Overview of the CFE credential

CFEs have a unique set of skills in resolving allegations of fraud, examining data and records to detect and trace fraudulent transactions, obtaining evidence, taking statements, writing fraud examination reports, testifying to findings, and assisting on the improvement fraud prevention and detection.

Fraud examiners are thoroughly inclined to decipher not only how fraud occurs, but why.

Being highly-regarded as the “gold standard” in the area of fraud, companies worldwide continue to acknowledge the demand for anti-fraud professionals and give utmost preference to those with the CFE credential.

How to Quality as a CFE

Candidates aspiring to earn the CFE designation must meet certain minimum qualifications:

  • Be an Associate Member of the ACFE in good standing
  • Meet minimum Academic and Professional requirements
  • Be of high moral character
  • Agree to abide by the Bylaws and Code of Professional Ethics of the Association of Certified Fraud Examiners
  • Successful completion of the Uniform CPE Examination

Minimum academic and professional requirements may be satisfied through:

  • A bachelor’s degree (or equivalent) in any field of study from an institution of higher education. Two years of professional fraud-related experience can be substituted to each year of college.
  • At least two years of professional fraud-related experience in the areas of accounting and auditing, criminology and sociology, fraud investigation,  loss prevention or law – all of which are recognized by the ACFE as qualified professional experience

To maintain their proficiency, CFEs are required to obtain at least 20 hours of Continuing Professional Education (CPE) annually, or an average of 60 hours within three years.

Before taking the CFE exam, an accomplished CFE Exam application with supporting documentation should be submitted. An individual must then pass the rigorous 500-item exam administered by the ACFE, which tests your knowledge on the four major disciplines of fraud examination.

Fraud Prevention and Deterrence

Financial Transactions and Fraud Schemes

Investigation

Law

Topics include crime causation, white-collar crime, fraud prevention, occupational fraud, fraud risk assessment, and the ACFE Code of Professional Ethics

Concepts include basic accounting and auditing theory, fraud schemes, internal controls to deter fraud and other auditing and accounting matters.

Includes questions about interviewing, taking statements, obtaining information from public records, tracing illicit transactions, evaluating deception and report writing.

Covers the legal ramifications of conducting fraud examinations, including criminal and civil law, rules of evidence, rights of the accused and accuser and expert witness matters.

CFE Exam General Information

The CFE Exam is available in CD-ROM, electronic download or online format, which can be taken any time during the year.

Each section, which contains 125 questions, should be accomplished in a maximum of 2.6 hours and each question has a time limit of 75 seconds. Although total exam time is approximately 10 hours, CFE applicants have 30 days from initiation of the exam program to finish.

All four sections are not required to be completed at once and can be taken at their own convenience, but each section must be accomplished in one sitting.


* Work instructions
Copy each of the entries below faithfully, setting aside any pictures.

Stored items
#####

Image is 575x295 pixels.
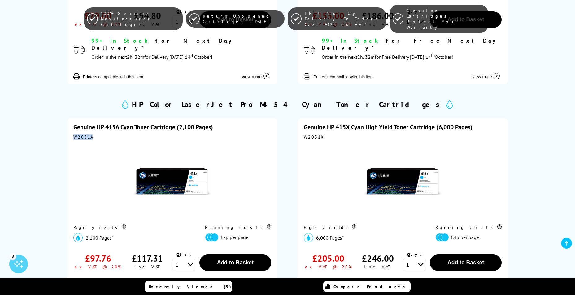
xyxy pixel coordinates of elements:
div: modal_delivery [322,37,501,62]
button: Printers compatible with this item [311,74,375,80]
sup: th [431,53,435,58]
img: cyan_icon.svg [73,233,83,243]
span: view more [472,74,492,79]
div: Running costs [205,225,271,230]
img: HP 415A Cyan Toner Cartridge (2,100 Pages) [133,143,211,220]
span: Genuine Cartridges Protect Your Warranty [406,8,485,30]
span: 2h, 32m [127,54,144,60]
button: Add to Basket [430,255,501,271]
div: £205.00 [312,253,344,264]
span: 6,000 Pages* [316,235,344,241]
div: 3 [9,253,16,260]
span: FREE Next Day Delivery On Orders Over £125 ex VAT* [305,11,383,27]
span: 100% Genuine Manufacturer Cartridges [101,11,179,27]
h2: HP Color LaserJet Pro M454 Cyan Toner Cartridges [132,100,443,109]
a: Recently Viewed (5) [145,281,232,292]
span: Compare Products [333,284,408,290]
li: 4.7p per page [205,233,268,242]
span: 2,100 Pages* [86,235,114,241]
div: ex VAT @ 20% [305,264,352,270]
button: Add to Basket [199,255,271,271]
span: Qty: [176,252,191,257]
span: 2h, 32m [357,54,374,60]
div: ex VAT @ 20% [75,264,121,270]
div: modal_delivery [91,37,271,62]
a: Genuine HP 415A Cyan Toner Cartridge (2,100 Pages) [73,123,213,131]
li: 3.4p per page [435,233,498,242]
div: £97.76 [85,253,111,264]
a: Compare Products [323,281,410,292]
span: Return Unopened Cartridges [DATE] [203,13,281,24]
div: £117.31 [132,253,163,264]
span: Add to Basket [447,260,484,266]
span: 99+ In Stock [322,37,380,44]
sup: th [190,53,194,58]
img: HP 415X Cyan High Yield Toner Cartridge (6,000 Pages) [364,143,441,220]
button: Printers compatible with this item [81,74,145,80]
span: for Next Day Delivery* [91,37,234,51]
div: W2031A [73,134,271,140]
div: inc VAT [364,264,392,270]
button: view more [470,68,502,80]
span: for Free Next Day Delivery* [322,37,498,51]
span: Recently Viewed (5) [149,284,231,290]
div: inc VAT [133,264,162,270]
img: cyan_icon.svg [304,233,313,243]
span: 99+ In Stock [91,37,150,44]
span: Add to Basket [217,260,253,266]
span: Order in the next for Free Delivery [DATE] 14 October! [322,54,453,60]
button: view more [240,68,271,80]
span: view more [242,74,262,79]
span: Qty: [407,252,422,257]
span: Order in the next for Delivery [DATE] 14 October! [91,54,212,60]
div: £246.00 [362,253,394,264]
div: Page yields [304,225,422,230]
div: Page yields [73,225,192,230]
a: Genuine HP 415X Cyan High Yield Toner Cartridge (6,000 Pages) [304,123,472,131]
div: Running costs [435,225,501,230]
div: W2031X [304,134,501,140]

#####

* Output below
Image is 575x295 pixels.
xyxy pixel coordinates of elements:
div: modal_delivery [322,37,501,62]
button: Printers compatible with this item [311,74,375,80]
sup: th [431,53,435,58]
img: cyan_icon.svg [73,233,83,243]
span: view more [472,74,492,79]
div: Running costs [205,225,271,230]
img: HP 415A Cyan Toner Cartridge (2,100 Pages) [133,143,211,220]
span: Genuine Cartridges Protect Your Warranty [406,8,485,30]
span: 2h, 32m [127,54,144,60]
button: Add to Basket [430,255,501,271]
div: £205.00 [312,253,344,264]
span: 6,000 Pages* [316,235,344,241]
div: 3 [9,253,16,260]
span: FREE Next Day Delivery On Orders Over £125 ex VAT* [305,11,383,27]
span: 100% Genuine Manufacturer Cartridges [101,11,179,27]
h2: HP Color LaserJet Pro M454 Cyan Toner Cartridges [132,100,443,109]
a: Recently Viewed (5) [145,281,232,292]
span: Compare Products [333,284,408,290]
li: 4.7p per page [205,233,268,242]
span: 2,100 Pages* [86,235,114,241]
div: ex VAT @ 20% [305,264,352,270]
button: Add to Basket [199,255,271,271]
span: Qty: [176,252,191,257]
span: 2h, 32m [357,54,374,60]
div: ex VAT @ 20% [75,264,121,270]
div: modal_delivery [91,37,271,62]
a: Genuine HP 415A Cyan Toner Cartridge (2,100 Pages) [73,123,213,131]
li: 3.4p per page [435,233,498,242]
div: £97.76 [85,253,111,264]
a: Compare Products [323,281,410,292]
span: Return Unopened Cartridges [DATE] [203,13,281,24]
div: £117.31 [132,253,163,264]
span: Add to Basket [447,260,484,266]
span: 99+ In Stock [322,37,380,44]
sup: th [190,53,194,58]
img: HP 415X Cyan High Yield Toner Cartridge (6,000 Pages) [364,143,441,220]
button: Printers compatible with this item [81,74,145,80]
span: for Next Day Delivery* [91,37,234,51]
div: W2031A [73,134,271,140]
div: inc VAT [364,264,392,270]
button: view more [470,68,502,80]
span: for Free Next Day Delivery* [322,37,498,51]
span: Recently Viewed (5) [149,284,231,290]
div: inc VAT [133,264,162,270]
img: cyan_icon.svg [304,233,313,243]
span: 99+ In Stock [91,37,150,44]
span: Add to Basket [217,260,253,266]
span: Order in the next for Free Delivery [DATE] 14 October! [322,54,453,60]
button: view more [240,68,271,80]
span: view more [242,74,262,79]
span: Qty: [407,252,422,257]
span: Order in the next for Delivery [DATE] 14 October! [91,54,212,60]
div: £246.00 [362,253,394,264]
div: Page yields [304,225,422,230]
div: Page yields [73,225,192,230]
a: Genuine HP 415X Cyan High Yield Toner Cartridge (6,000 Pages) [304,123,472,131]
div: Running costs [435,225,501,230]
div: W2031X [304,134,501,140]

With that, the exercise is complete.